Contemplation

Do Do Pi Do Pi Do: Jazz at Monk’s

I spent the greatest night in Bahrain, so far, last Friday at the Jazz Night event organized by Elham. I had tried to practice playing a few numbers, but unfortunately I’ve not managed to play anything reasonably well enough. I guess I’ve always been too hard on my playing, however, this changed after having attended these jazz sessions.

I’m faced with a great difficulty now. I already find it hard translating my thoughts into words, and to attempt translating music into words is well beyond my ability. Let alone jazz music. Let alone great jazz music. So, I will be selfish and won’t share the eventful night, and instead, I will share my thoughts about how it transformed me.

At the end of it, everybody had already left, and the event host was already cleaning up. I stuck around for a while, along with a young and brilliantly pleasant piano player whom I had the opportunity to be a fan of (even for only one night). He was at the corner of the main hall, lightly stroking the keys. Slowly walking towards him, not wanting to distract him from playing, he noticed me and invited me to play something with him.

Now, the first and only time I’ve touched a piano was a few years back, at university, sitting next to someone I dearly admire. She taught me a few chords. This time was my second. The young pianist slid to the side, inviting me to sit down and play “what I felt sounded right”. I told him that I wouldn’t know what to play. He showed me a secret chord and told me to “have at it” and play whatever keys within the scale.

And that was the best I’ve played on a piano in my life, so far at least.

I woke up the next morning, scatting while I got out of bed, skipping down the stairs in alternating intervals, and finally running a tea spoon on differently sized tea cups while making breakfast. I was humming throughout the day. Today, I’m going to get my own music keyboard. I’m swapping the rock and pop CDs with jazz and blues ones. And, like jazz, I won’t be too hard on myself. Like jazz, I’m going to be colorful. Like jazz, I’m going to be quite unpredictable.

Finally, I would like to thank the host for delivering one of the greatest nights I ever had.

Elham Academy

Elham BahrainYesterday I attended the Elham event at Albareh Art Gallery and Cafe. Performances of “punk folk” acoustic music, photography, poetry and paintings filled the evening with muse. It is quite difficult for me to describe it in
detail, so you will probably have to go to one to really get what its all about.
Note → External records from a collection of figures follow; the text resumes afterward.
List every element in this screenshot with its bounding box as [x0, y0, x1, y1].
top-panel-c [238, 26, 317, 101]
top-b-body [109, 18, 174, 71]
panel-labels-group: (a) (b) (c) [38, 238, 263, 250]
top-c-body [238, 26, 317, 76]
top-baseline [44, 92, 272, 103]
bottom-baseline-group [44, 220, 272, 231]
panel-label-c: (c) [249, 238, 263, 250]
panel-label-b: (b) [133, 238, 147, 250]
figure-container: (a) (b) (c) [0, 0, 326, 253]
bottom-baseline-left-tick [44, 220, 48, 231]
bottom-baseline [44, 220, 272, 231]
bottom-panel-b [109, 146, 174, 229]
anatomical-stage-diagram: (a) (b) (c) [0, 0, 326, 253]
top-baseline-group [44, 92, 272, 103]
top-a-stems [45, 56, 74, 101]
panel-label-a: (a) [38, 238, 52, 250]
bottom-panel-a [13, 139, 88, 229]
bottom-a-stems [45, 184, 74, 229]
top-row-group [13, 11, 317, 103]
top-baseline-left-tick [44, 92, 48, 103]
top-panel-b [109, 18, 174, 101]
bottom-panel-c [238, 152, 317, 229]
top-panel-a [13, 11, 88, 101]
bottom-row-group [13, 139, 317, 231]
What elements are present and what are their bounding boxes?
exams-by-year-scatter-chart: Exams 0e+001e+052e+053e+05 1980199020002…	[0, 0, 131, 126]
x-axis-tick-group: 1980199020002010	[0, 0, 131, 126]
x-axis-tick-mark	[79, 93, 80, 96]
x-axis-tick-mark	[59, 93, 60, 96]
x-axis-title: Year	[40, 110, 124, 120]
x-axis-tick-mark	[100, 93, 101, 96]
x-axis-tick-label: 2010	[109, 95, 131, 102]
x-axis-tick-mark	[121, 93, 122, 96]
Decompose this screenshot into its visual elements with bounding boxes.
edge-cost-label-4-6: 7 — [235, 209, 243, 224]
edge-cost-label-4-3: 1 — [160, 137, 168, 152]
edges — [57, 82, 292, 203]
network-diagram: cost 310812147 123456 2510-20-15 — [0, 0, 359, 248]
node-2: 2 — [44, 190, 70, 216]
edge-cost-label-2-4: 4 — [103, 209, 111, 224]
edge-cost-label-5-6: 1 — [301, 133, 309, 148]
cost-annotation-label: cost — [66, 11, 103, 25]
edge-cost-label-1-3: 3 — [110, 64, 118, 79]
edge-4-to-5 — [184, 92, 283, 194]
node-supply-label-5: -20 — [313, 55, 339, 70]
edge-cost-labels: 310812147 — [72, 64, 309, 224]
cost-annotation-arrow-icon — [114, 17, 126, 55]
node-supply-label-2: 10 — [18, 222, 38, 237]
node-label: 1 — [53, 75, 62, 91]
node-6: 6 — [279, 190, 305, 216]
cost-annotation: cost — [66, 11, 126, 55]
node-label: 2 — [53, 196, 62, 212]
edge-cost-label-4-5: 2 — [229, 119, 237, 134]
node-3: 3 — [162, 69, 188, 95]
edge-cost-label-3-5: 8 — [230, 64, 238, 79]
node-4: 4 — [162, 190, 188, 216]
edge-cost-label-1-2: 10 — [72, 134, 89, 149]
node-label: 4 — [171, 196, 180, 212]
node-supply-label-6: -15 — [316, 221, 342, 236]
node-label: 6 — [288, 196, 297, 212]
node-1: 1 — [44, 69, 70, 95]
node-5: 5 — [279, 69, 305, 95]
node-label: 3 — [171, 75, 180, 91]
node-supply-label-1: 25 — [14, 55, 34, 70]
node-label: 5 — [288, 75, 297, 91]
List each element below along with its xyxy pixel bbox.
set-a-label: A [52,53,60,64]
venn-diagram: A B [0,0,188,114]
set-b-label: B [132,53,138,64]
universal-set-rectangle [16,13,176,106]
But, what really left a great impression on me was Laurence Brown’s segment on digital photography. Laurence teaches at university, and that is exactly why his delivery appealed to me. Whatever subject one is speaking about, it sounds more compelling and engaging when the delivery is entwined with passion and love for the subject.

Even when speaking in technical terms, which most take as boring and confusing at certain times, I felt such immense interest that I thought I will end up buying a camera first thing in the morning the
very next day.

The love for colors and light showed in his stories; the trouble that one needs to go through to reflect the right amount of light, provide the right amount of saturation, and achieve the all so sweet depth in
the final print. This light, this saturation and this depth, is also what I search for in text.

I can barely remember the last time I had so much passion for what I do.

Environmentalism I: Because I’m Cool!!

Because CO2 Sucks!!Is it not about time that we did something about our environment? Although Bahrain has a couple of organizations that are concerned with the environment, one finds the local majority completely ignorant about issues like energy conservation, recycling, global warming and climate change.

Perhaps I would be criticized for claiming the ignorance of the majority here, and so I shall take up the challenge and bet the majority to prove me wrong on this one, for I’d be glad to lose this time.

The facts do remain though. Many people still litter, and many others leave their lights on unnecessarily, think that stand-by modes are energy efficient, crank up air conditioning to freezing levels, and cannot properly spell the word “recycle” (or any positively associated word with the prefix “re-”).

During the previous bloggers meeting, and thanks to a wiseman and a star, we had achieved the “blogger’s prophecy” (which requires the common presence of three or more bloggers at any one time and place) and an epiphany was bestowed upon us.

It was to do something “cool”; to become (following eMoodian fractionalogy) half blogger, half prophet, and half tree-hugger.

Prophecies don’t lie, and thus I found myself googling environmentalism and stumbled upon my inescapable destiny. I clicked-through to GlobalCool.Org. There, I came across one of my eternal loves, whom I fell even more in love with her after reading her following quote:

Stop completely twatting your planet, because we haven’t got anywhere else to live.

And so, my environmentalism mini-season begins.